Friday, 26 July 2013

Carpe Diem. And Then....

Taken from a hot air balloon - Aug 2012

Cleaning up a drawer that has been cluttered for way too long, I threw out Kurt's old accounting textbook today.  With a second glance and a longing look, but no regrets or tears.  I think accounting is pretty dry.  And he never really got to use that particular book anyway....

To be honest, there has been a shift as of late.  I've felt it for a while, slowly growing larger, but struggled to acknowledge it, admit it.  Even now, I feel guilty typing it.  But with the third year anniversary looming large things are... different.

I still miss Kurt intensely.  I still wish I was with him - dead or alive.  I still talk to him daily, and think of him constantly.  I'm still grieving my husband.  And finally starting to understand that I probably will for a long, long time.  But - and I hesitate to say this lest I slide and things change - I think I am slowly reclaiming my life.  I see the Phoenix I have become, rising from the ashes of not only us, but also of me.  And I'm okay with that fact.

I don't like it.  But I'm not fighting it.  I guess its just a part of my life.....

In the past 12 months, I have done things that I would never have done before.  I've soared in a hot air ballon.  Swam with the elephants in the jungles of northern Thailand.  Cuddled with full grown tigers.  Fed giraffes and rhinos.  Ziplined inverted through the lodgepole canopy.  Atended concerts and musicals.  Lost nearly 50 pounds.  Started going to - and dare I say enjoying - a gym.  I've looked at problems in the eye.  Faced the self-defined impossible.  And I have done each of these things alone.  Without someone familiar walking beside me.  For a girl who would not play in the basement or backyard growing up without someone else, that is huge.

Over time, something good has come from Kurt's death.  I have, in my own eyes, been given permission to live fully.  For today.  I'm not reckless.  But I'm also no longer bound by the I shouldn'ts, or I can'ts.  Because I have touched death intimately.  Kurt's greatest lesson - his biggest gift to me - was the deep seated understanding of how fleeting our mortality really is.  How fickle life can be.  And if I can help it, I am not going to live waiting for tomorrow at the expense of today.  Not going to wait for someone to take my hand and accompany me through life.  Because that person - that tomorrow - may never come.

Today may be all we have.

This knowledge, this understanding - and the life it will bring me and Gavin - is his final, and perhaps greatest legacy.  It won't change the world.  But it will change ours.....

Nearly a month ago now, I flew to San Diego.  Again, alone.  To an event called Camp Widow - a gathering for men and women on a journey similar to my own.  I have thought about blogging about that experience since returning but, honestly, haven't really known what to say - or how to say it.  So I haven't said anything.

In the keynote address, we were encouraged to find our "And then..."  To carry on our loved one's legacy, and life, by living our own.  I'll be honest - I walked out of that room thinking I have done a pretty poor job of that.  Thinking how the past nearly three years have been about reliving his death, not honouring his life.  But the words have stuck with me.  And just this past weekend, as I stood on the top of a 60 foot rope ladder I had just scaled, preparing to launch off my first zip line, I had an epiphany of sorts.  About how this past year has been different.  About how, in the midst of moments of intense, sometimes crippling grief, there has also been bursts of equally intense, liberating life.  Despite my struggles, my failures, and my tears, I am not only surviving.  I am actually, once again living.  I know that would make Kurt proud.


And because of that, I know I am, despite of myself - or perhaps because of it - succeeding.  I am creating an "And Then."  And because he is intimately a part of me, it is not only mine, but his as well. I will, after all, always be half of us....

As I mentioned, the three year anniversary is looming.  That day - and the days immediately before and after - weigh heavily on my mind.  I know in the weeks to come I will get caught up with, swept back to the past.  To a place and time I wish I had never been.

But my nightmare is also my privilege.  It has given me wisdom, knowledge, and gifts which I believe make me a better person.  Wisdom, knowledge, and gifts which those around me have never had the fortune - and misfortune - to acquire.  And I know that despite the darkness, there will be moments of light.

My job is simple.  But also very complex and difficult.  I have to find those moments.  And in them, in not only big ways, but also in smaller ways, I have to live.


Work instruction:
Each entry, in full: copy it out exactly.

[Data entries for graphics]
┌──
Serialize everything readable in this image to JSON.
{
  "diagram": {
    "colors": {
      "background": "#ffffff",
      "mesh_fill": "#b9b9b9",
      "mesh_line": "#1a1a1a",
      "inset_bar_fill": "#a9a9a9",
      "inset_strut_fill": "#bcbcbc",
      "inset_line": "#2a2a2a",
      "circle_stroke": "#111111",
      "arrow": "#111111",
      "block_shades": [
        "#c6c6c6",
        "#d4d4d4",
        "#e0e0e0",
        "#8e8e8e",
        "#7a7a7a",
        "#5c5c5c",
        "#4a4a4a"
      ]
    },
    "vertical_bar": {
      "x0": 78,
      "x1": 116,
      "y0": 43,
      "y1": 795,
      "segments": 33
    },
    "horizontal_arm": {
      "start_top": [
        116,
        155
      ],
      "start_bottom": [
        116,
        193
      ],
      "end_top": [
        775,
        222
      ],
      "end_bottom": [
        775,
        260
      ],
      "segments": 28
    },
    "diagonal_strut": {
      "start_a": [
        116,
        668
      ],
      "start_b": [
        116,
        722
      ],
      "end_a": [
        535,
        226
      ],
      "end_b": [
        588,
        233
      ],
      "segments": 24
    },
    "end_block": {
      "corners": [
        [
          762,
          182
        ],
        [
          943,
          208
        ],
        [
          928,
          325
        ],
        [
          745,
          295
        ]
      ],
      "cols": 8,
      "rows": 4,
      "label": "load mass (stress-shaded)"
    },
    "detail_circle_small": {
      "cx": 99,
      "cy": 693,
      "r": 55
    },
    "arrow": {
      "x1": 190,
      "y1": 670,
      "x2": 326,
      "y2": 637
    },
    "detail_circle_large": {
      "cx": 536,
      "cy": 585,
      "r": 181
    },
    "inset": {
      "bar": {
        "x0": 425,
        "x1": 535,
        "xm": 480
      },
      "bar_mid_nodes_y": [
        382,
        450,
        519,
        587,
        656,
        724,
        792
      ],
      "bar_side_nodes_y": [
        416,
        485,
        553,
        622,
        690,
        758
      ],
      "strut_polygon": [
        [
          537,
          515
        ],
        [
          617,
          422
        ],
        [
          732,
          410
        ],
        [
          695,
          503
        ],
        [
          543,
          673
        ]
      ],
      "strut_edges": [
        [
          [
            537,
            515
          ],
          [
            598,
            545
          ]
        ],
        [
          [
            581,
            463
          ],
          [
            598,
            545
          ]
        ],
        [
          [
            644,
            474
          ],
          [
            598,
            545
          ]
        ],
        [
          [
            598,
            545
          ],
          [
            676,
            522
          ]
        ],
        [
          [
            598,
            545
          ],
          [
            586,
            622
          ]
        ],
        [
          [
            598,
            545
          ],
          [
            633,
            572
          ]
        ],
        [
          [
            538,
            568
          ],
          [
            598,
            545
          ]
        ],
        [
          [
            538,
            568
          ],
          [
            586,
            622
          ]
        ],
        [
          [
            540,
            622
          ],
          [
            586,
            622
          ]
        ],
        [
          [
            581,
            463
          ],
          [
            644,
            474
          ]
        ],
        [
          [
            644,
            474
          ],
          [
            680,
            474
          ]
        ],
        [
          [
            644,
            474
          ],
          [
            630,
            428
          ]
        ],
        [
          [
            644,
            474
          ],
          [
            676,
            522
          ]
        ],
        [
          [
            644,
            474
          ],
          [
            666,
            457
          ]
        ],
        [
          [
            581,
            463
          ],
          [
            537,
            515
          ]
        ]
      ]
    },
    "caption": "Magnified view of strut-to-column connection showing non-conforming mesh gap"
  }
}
└──
Worked solution:
Serialize everything readable in this image to JSON.
{
  "diagram": {
    "colors": {
      "background": "#ffffff",
      "mesh_fill": "#b9b9b9",
      "mesh_line": "#1a1a1a",
      "inset_bar_fill": "#a9a9a9",
      "inset_strut_fill": "#bcbcbc",
      "inset_line": "#2a2a2a",
      "circle_stroke": "#111111",
      "arrow": "#111111",
      "block_shades": [
        "#c6c6c6",
        "#d4d4d4",
        "#e0e0e0",
        "#8e8e8e",
        "#7a7a7a",
        "#5c5c5c",
        "#4a4a4a"
      ]
    },
    "vertical_bar": {
      "x0": 78,
      "x1": 116,
      "y0": 43,
      "y1": 795,
      "segments": 33
    },
    "horizontal_arm": {
      "start_top": [
        116,
        155
      ],
      "start_bottom": [
        116,
        193
      ],
      "end_top": [
        775,
        222
      ],
      "end_bottom": [
        775,
        260
      ],
      "segments": 28
    },
    "diagonal_strut": {
      "start_a": [
        116,
        668
      ],
      "start_b": [
        116,
        722
      ],
      "end_a": [
        535,
        226
      ],
      "end_b": [
        588,
        233
      ],
      "segments": 24
    },
    "end_block": {
      "corners": [
        [
          762,
          182
        ],
        [
          943,
          208
        ],
        [
          928,
          325
        ],
        [
          745,
          295
        ]
      ],
      "cols": 8,
      "rows": 4,
      "label": "load mass (stress-shaded)"
    },
    "detail_circle_small": {
      "cx": 99,
      "cy": 693,
      "r": 55
    },
    "arrow": {
      "x1": 190,
      "y1": 670,
      "x2": 326,
      "y2": 637
    },
    "detail_circle_large": {
      "cx": 536,
      "cy": 585,
      "r": 181
    },
    "inset": {
      "bar": {
        "x0": 425,
        "x1": 535,
        "xm": 480
      },
      "bar_mid_nodes_y": [
        382,
        450,
        519,
        587,
        656,
        724,
        792
      ],
      "bar_side_nodes_y": [
        416,
        485,
        553,
        622,
        690,
        758
      ],
      "strut_polygon": [
        [
          537,
          515
        ],
        [
          617,
          422
        ],
        [
          732,
          410
        ],
        [
          695,
          503
        ],
        [
          543,
          673
        ]
      ],
      "strut_edges": [
        [
          [
            537,
            515
          ],
          [
            598,
            545
          ]
        ],
        [
          [
            581,
            463
          ],
          [
            598,
            545
          ]
        ],
        [
          [
            644,
            474
          ],
          [
            598,
            545
          ]
        ],
        [
          [
            598,
            545
          ],
          [
            676,
            522
          ]
        ],
        [
          [
            598,
            545
          ],
          [
            586,
            622
          ]
        ],
        [
          [
            598,
            545
          ],
          [
            633,
            572
          ]
        ],
        [
          [
            538,
            568
          ],
          [
            598,
            545
          ]
        ],
        [
          [
            538,
            568
          ],
          [
            586,
            622
          ]
        ],
        [
          [
            540,
            622
          ],
          [
            586,
            622
          ]
        ],
        [
          [
            581,
            463
          ],
          [
            644,
            474
          ]
        ],
        [
          [
            644,
            474
          ],
          [
            680,
            474
          ]
        ],
        [
          [
            644,
            474
          ],
          [
            630,
            428
          ]
        ],
        [
          [
            644,
            474
          ],
          [
            676,
            522
          ]
        ],
        [
          [
            644,
            474
          ],
          [
            666,
            457
          ]
        ],
        [
          [
            581,
            463
          ],
          [
            537,
            515
          ]
        ]
      ]
    },
    "caption": "Magnified view of strut-to-column connection showing non-conforming mesh gap"
  }
}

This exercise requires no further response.